Löfström was struck by how the Höga Kusten (High Coast) coastline is so distinctly marked by time. With a land rise of 8 mm per year, that which is now deeply submerged in water will be on land a few generations from now. This was the feature that the artist decided to accentuate.
Passage consists of a staircase with five steps under the water. As time passes, these steps will appear, one by one, until they are entirely above water. Each step is of a height that corresponds to one generation. Accordingly, my grandchildren’s step is two steps down, and if I were to carry on downwards, I would reach that which lies beyond my lifetime.
Just over a century ago, the French philosopher Henri Bergson described the future as an undercurrent of the surface of the present. As this current moves, the surface is rippled, and when the surface is broken, this affects the undercurrent. Bergson’s reasoning reminds us of the complexity of Löfström’s work of art. Standing at its top, we can guess what it will be like to walk down the steps. Mean while, expectations change with every step we take, especially if we are reminded that the future will also be the past. The steps we leave behind are already, albeit slowly, on their way out of the water.

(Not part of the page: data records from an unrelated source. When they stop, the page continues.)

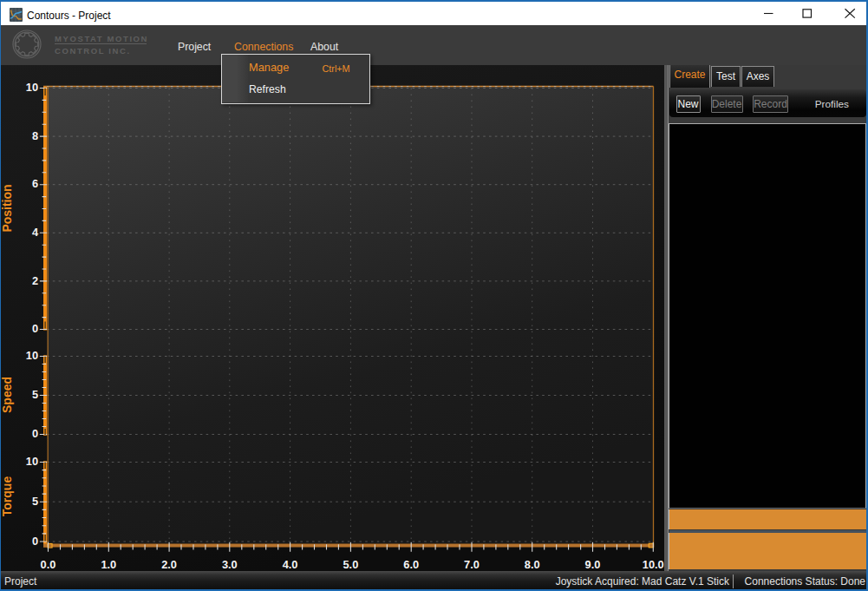  I want to click on svg-text: 8, so click(35, 135).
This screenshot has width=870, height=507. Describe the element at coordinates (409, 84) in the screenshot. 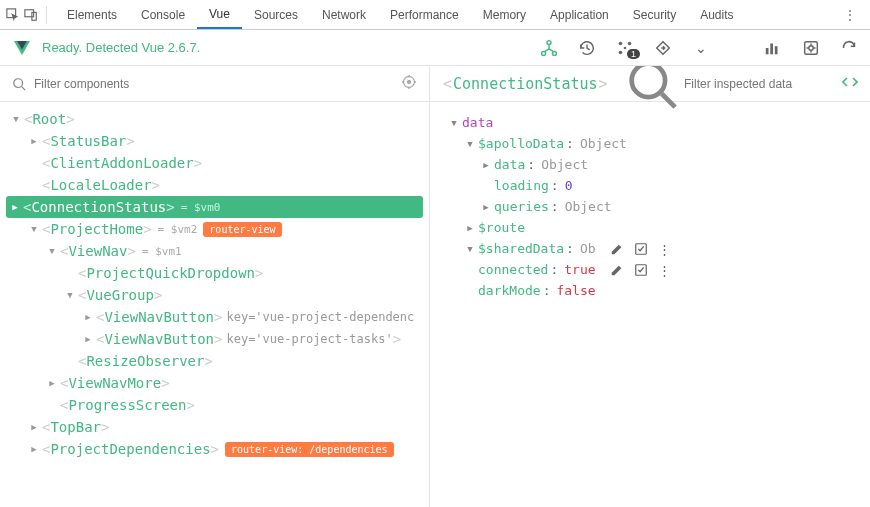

This movement shows how the work balances our different senses against one another. The physical experience is set against the desire of the eye and mind to understand and interpret. As we look down the steps, we think of what it will feel like to tread on the steps of future generations. But when we actually step on them, we experience entirely different dimensions of time – a time that is tactile, warm or cold, wet and immediate.
Cut in granite, Passage is both manifest and poetic, a place – deep in the current of time.